In fact, during its lifetime (the Hubble is still operational today), five shuttle service missions maintained, repaired, and improved the space telescope. Although originally intended to last 15 years, the Hubble has been peering into space and beaming back astonishing images for 28 years. With the space shuttle program now ended there will be no more shuttle service missions, but the Hubble is expected to continue working until 2030 and perhaps longer.

Over the years of its service the Hubble Space Telescope has enchanted the public with breathtaking pictures of outer space and objects from the farthest reaches of the universe. The field of astrophysics has benefited immensely from Hubble’s capabilities, helping scientists verify that the universe is in fact expanding, and aiding calculations of the rate of that expansion and even the age of the universe itself.

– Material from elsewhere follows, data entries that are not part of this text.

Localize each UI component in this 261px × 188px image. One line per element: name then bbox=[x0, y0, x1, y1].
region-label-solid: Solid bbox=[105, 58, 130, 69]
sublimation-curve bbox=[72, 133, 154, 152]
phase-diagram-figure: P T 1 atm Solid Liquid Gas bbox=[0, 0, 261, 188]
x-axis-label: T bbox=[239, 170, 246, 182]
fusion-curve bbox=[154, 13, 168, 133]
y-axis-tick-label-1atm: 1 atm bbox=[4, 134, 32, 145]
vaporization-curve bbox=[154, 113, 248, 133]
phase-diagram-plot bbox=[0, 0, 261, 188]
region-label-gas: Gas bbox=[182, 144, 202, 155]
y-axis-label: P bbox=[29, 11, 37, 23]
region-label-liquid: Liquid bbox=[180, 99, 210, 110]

Photo: one of the Hubble Space Telescope's most famous images, Pillars of Creation, shows stars forming in the Eagle Nebula (2014 image)
Photo: one of the Hubble Space Telescope’s most famous images, Pillars of Creation, shows stars forming in the Eagle Nebula (2014 image). Credit: National Aeronautics and Space Administration; Wikimedia Commons.

The following two newspaper articles are about the successful launch of the Hubble Space Telescope. The first article is a news report of the launch, and the second is an editorial praising the space telescope as an exciting scientific instrument that will expand humankind’s knowledge.

An article about the Hubble Space Telescope, Mobile Register newspaper article 25 April 1990
Mobile Register (Mobile, Alabama), 25 April 1990, page 1

Here is a transcription of this article:

Telescope in Space after Seven-Year Wait

By Harry F. Rosenthal
Associated Press Writer

CAPE CANAVERAL, Fla. (AP) – Seven years late, the Hubble Space Telescope is where it belongs: out of this world and in search of others so distant that they may have been formed at the beginning of time.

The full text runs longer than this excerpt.